Table of Contents
Fetching ...

Proof-of-Social-Capital: A Consensus Protocol Replacing Stake for Social Capital

Juraj Mariani, Ivan Homoliak

TL;DR

This paper introduces Proof-of-Social-Capital (PoSC), a consensus protocol that replaces financial stake with non-transferable social capital derived from social influence and endorsements. It combines privacy-preserving technologies (zkSNARKs, verifiable credentials) with identity fingerprints and a Whisk-like, randomness-based leader election to achieve Sybil-resistance and decentralization. A robust bootstrapping and scaling framework, including a non-linear scaling of social capital, aims to prevent monopolization and improve equity, while an incentive scheme rewards valid block production and follower engagement. The authors provide a Python-based prototype (Scap) and evaluate ZK overhead, inequality metrics (Gini coefficient), and scalability considerations, acknowledging security concerns such as off-chain bribery and trusted issuers and proposing potential extensions like post-quantum cryptography and hybrid models with stake.

Abstract

Consensus protocols used today in blockchains often rely on computational power or financial stakes - scarce resources. We propose a novel protocol using social capital - trust and influence from social interactions - as a non-transferable staking mechanism to ensure fairness and decentralization. The methodology integrates zero-knowledge proofs, verifiable credentials, a Whisk-like leader election, and an incentive scheme to prevent Sybil attacks and encourage engagement. The theoretical framework would enhance privacy and equity, though unresolved issues like off-chain bribery require further research. This work offers a new model aligned with modern social media behavior and lifestyle, with applications in finance, providing a practical insight for decentralized system development.

Proof-of-Social-Capital: A Consensus Protocol Replacing Stake for Social Capital

TL;DR

This paper introduces Proof-of-Social-Capital (PoSC), a consensus protocol that replaces financial stake with non-transferable social capital derived from social influence and endorsements. It combines privacy-preserving technologies (zkSNARKs, verifiable credentials) with identity fingerprints and a Whisk-like, randomness-based leader election to achieve Sybil-resistance and decentralization. A robust bootstrapping and scaling framework, including a non-linear scaling of social capital, aims to prevent monopolization and improve equity, while an incentive scheme rewards valid block production and follower engagement. The authors provide a Python-based prototype (Scap) and evaluate ZK overhead, inequality metrics (Gini coefficient), and scalability considerations, acknowledging security concerns such as off-chain bribery and trusted issuers and proposing potential extensions like post-quantum cryptography and hybrid models with stake.

Abstract

Consensus protocols used today in blockchains often rely on computational power or financial stakes - scarce resources. We propose a novel protocol using social capital - trust and influence from social interactions - as a non-transferable staking mechanism to ensure fairness and decentralization. The methodology integrates zero-knowledge proofs, verifiable credentials, a Whisk-like leader election, and an incentive scheme to prevent Sybil attacks and encourage engagement. The theoretical framework would enhance privacy and equity, though unresolved issues like off-chain bribery require further research. This work offers a new model aligned with modern social media behavior and lifestyle, with applications in finance, providing a practical insight for decentralized system development.
Paper Structure (42 sections, 5 figures, 1 table)

This paper contains 42 sections, 5 figures, 1 table.

Figures (5)

  • Figure 1: Overview of the proposed protocol.
  • Figure 2: Identity verification process.
  • Figure 3: Block proposal and (re)assignment of social capital. The dashed line is used for off-chain messages.
  • Figure 4: Gini coefficients in different scenarios of platform monetization.
  • Figure 5: Time and memory overhead of the included zkSNARK proof. The zkSNARK circuit consists of circa 600k R1 constraints.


## Exercise instructions
Return the lines below exactly as they appear, please, starting with the first and ending with the one that contains "Task: Click on the label: Email".

## Material for this task
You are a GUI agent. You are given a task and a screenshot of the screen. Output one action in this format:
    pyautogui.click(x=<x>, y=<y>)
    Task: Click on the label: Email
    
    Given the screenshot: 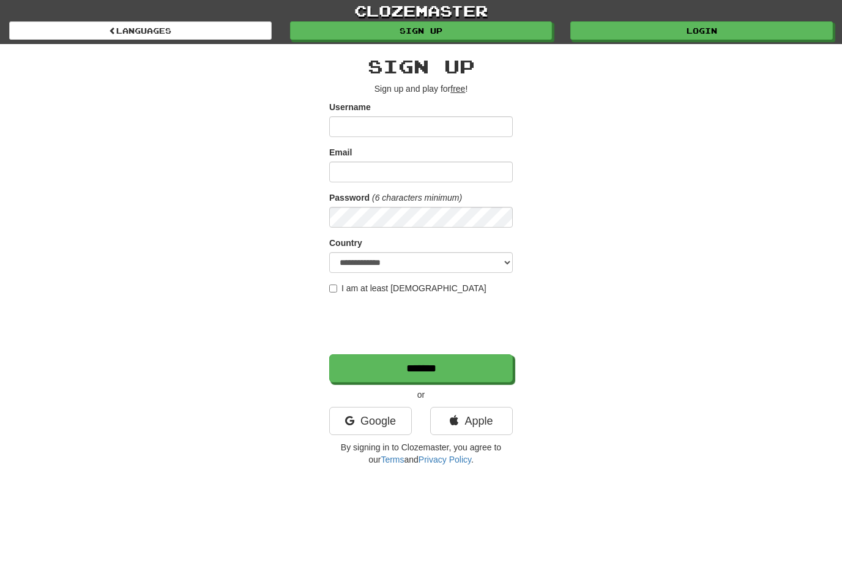 What is the action you would take?
    pyautogui.click(x=340, y=152)
    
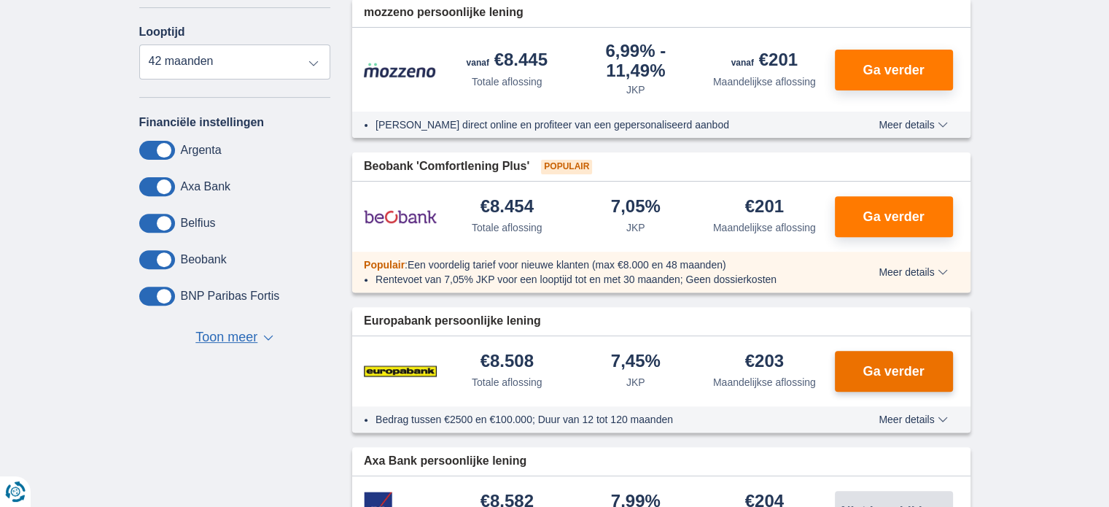  Describe the element at coordinates (600, 279) in the screenshot. I see `li: Rentevoet van 7,05% JKP voor een looptijd tot en met 30 maanden; Geen dossierkosten` at that location.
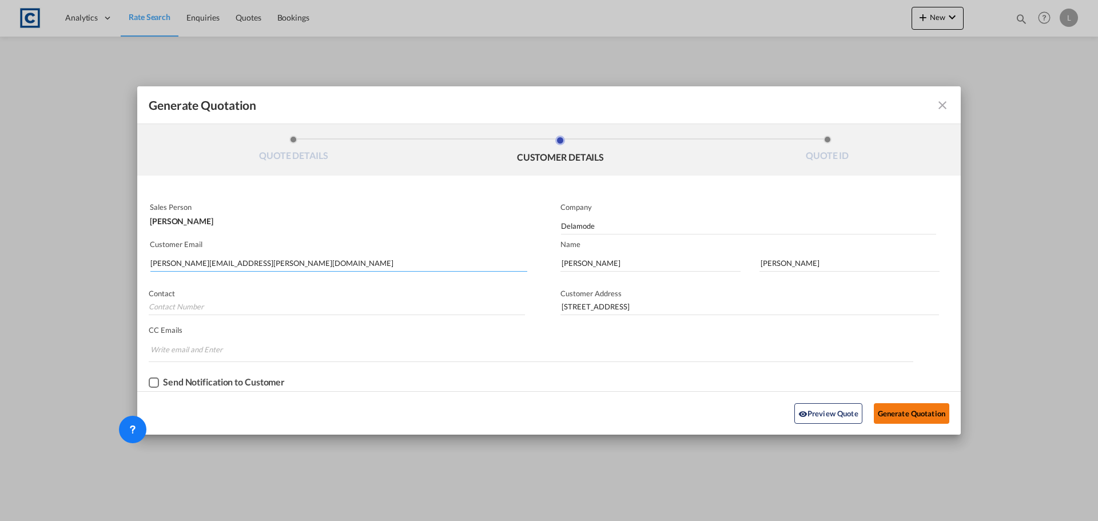 The image size is (1098, 521). What do you see at coordinates (760, 244) in the screenshot?
I see `p: Name` at bounding box center [760, 244].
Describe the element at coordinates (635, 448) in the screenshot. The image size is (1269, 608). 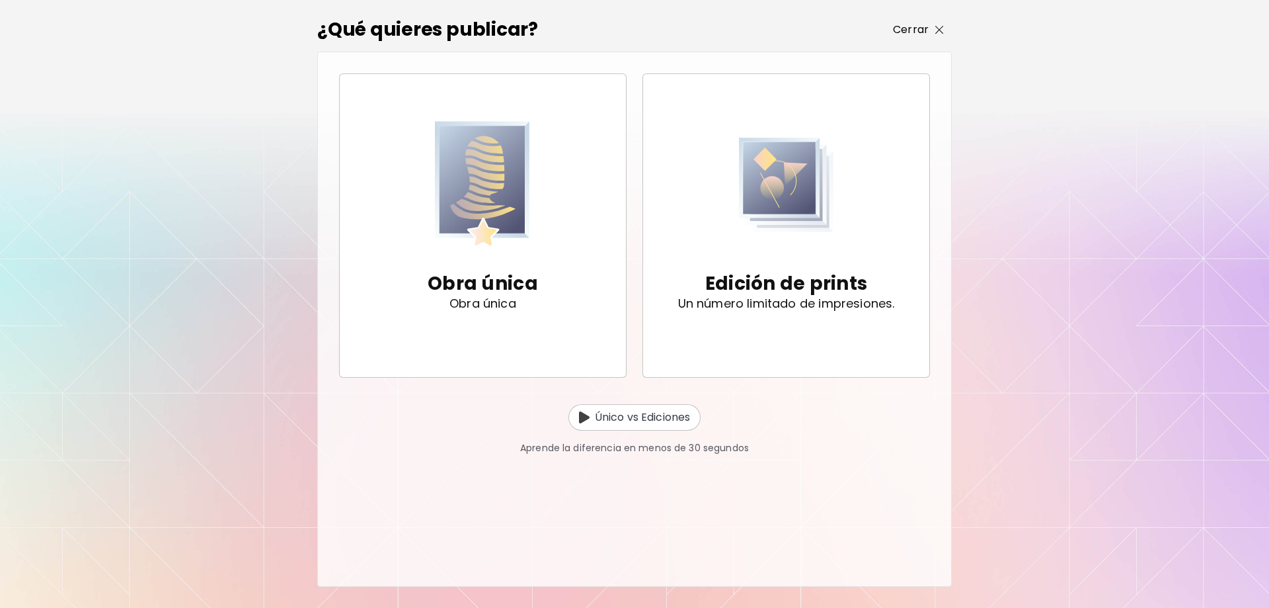
I see `p: Aprende la diferencia en menos de 30 segundos` at that location.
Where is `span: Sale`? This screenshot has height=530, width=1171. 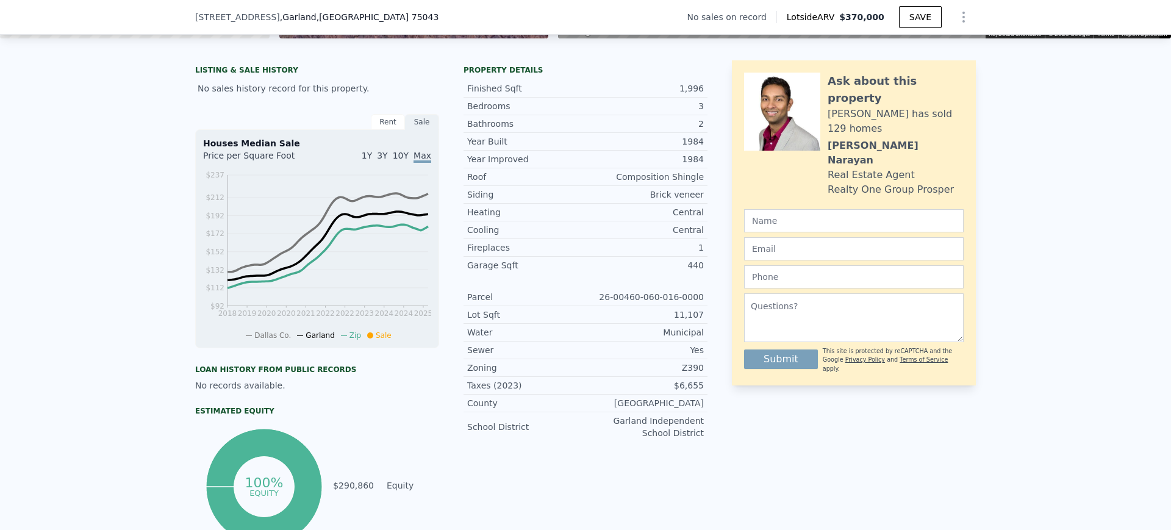 span: Sale is located at coordinates (384, 336).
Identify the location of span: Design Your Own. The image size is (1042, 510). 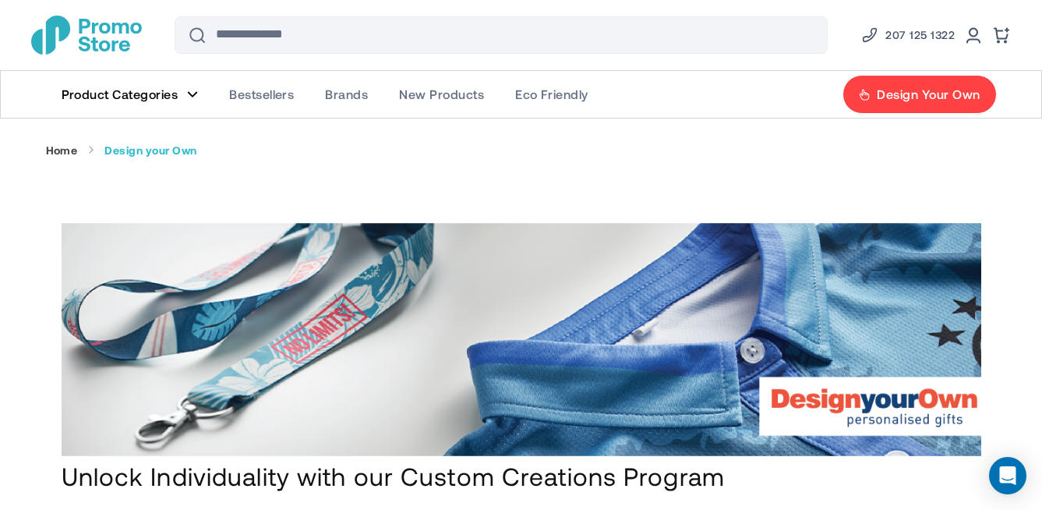
(928, 94).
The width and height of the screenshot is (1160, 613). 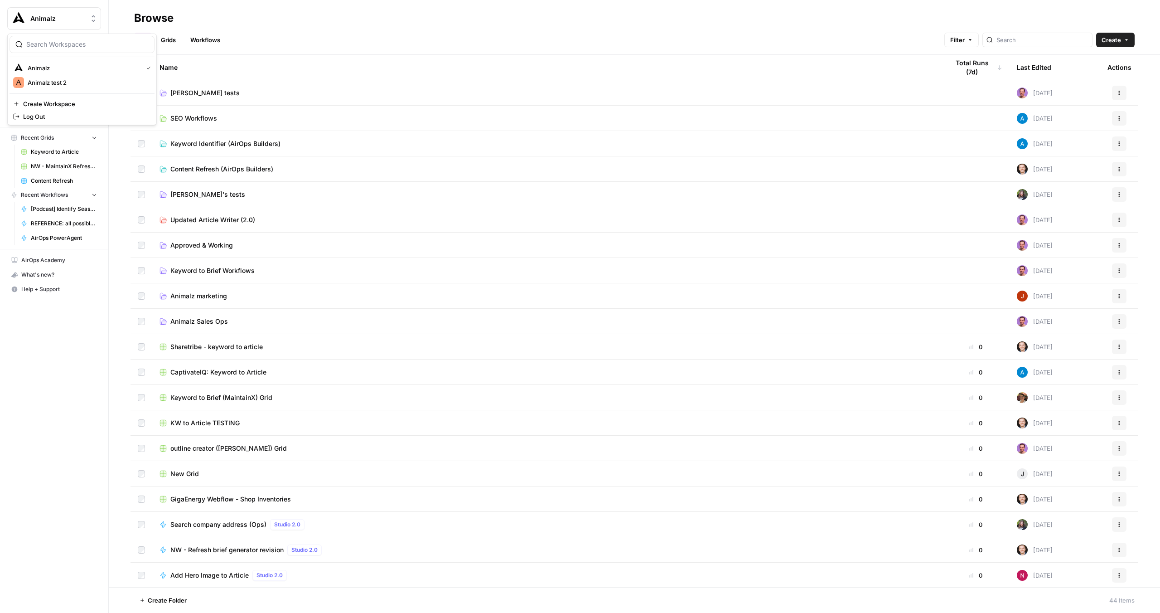 What do you see at coordinates (58, 19) in the screenshot?
I see `span: Animalz` at bounding box center [58, 19].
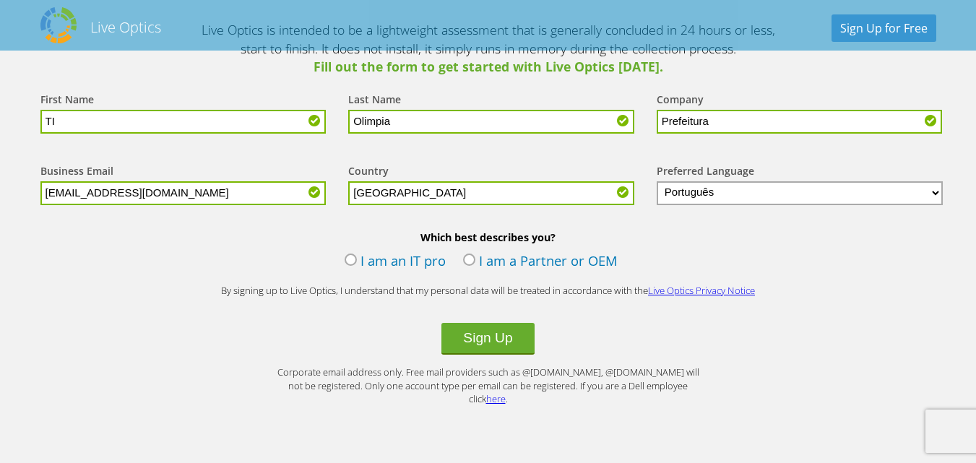 The height and width of the screenshot is (463, 976). I want to click on label: First Name, so click(67, 101).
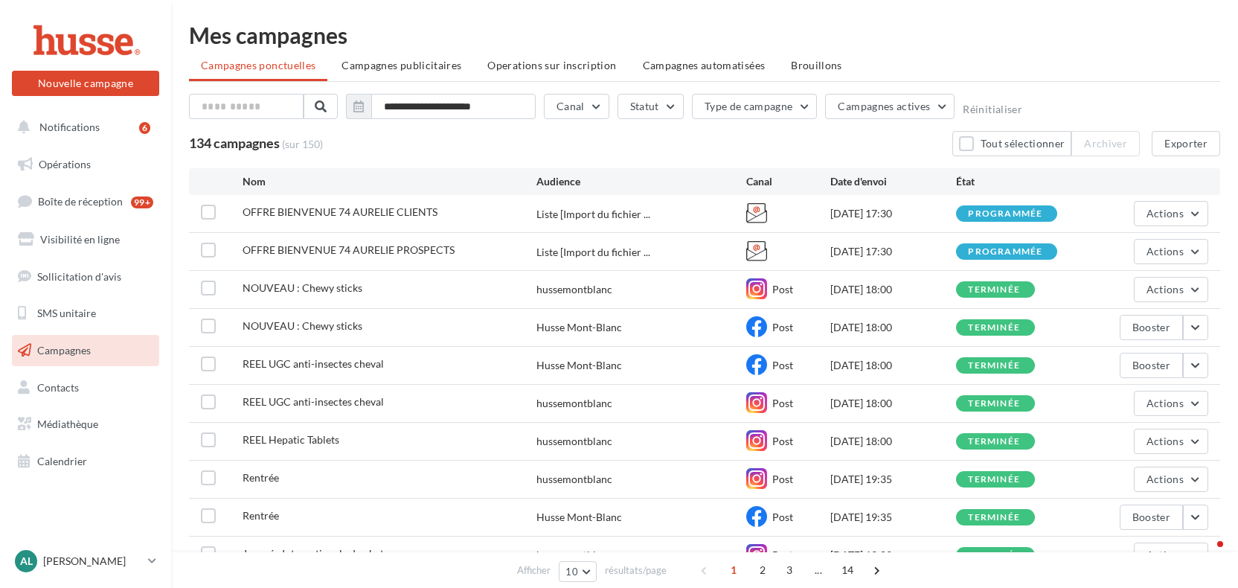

## Worked solution
You are a GUI agent. You are given a task and a screenshot of the screen. Output one action in this format:
    pyautogui.click(x=<x>, y=<y>)
    Task: Click on the label: Email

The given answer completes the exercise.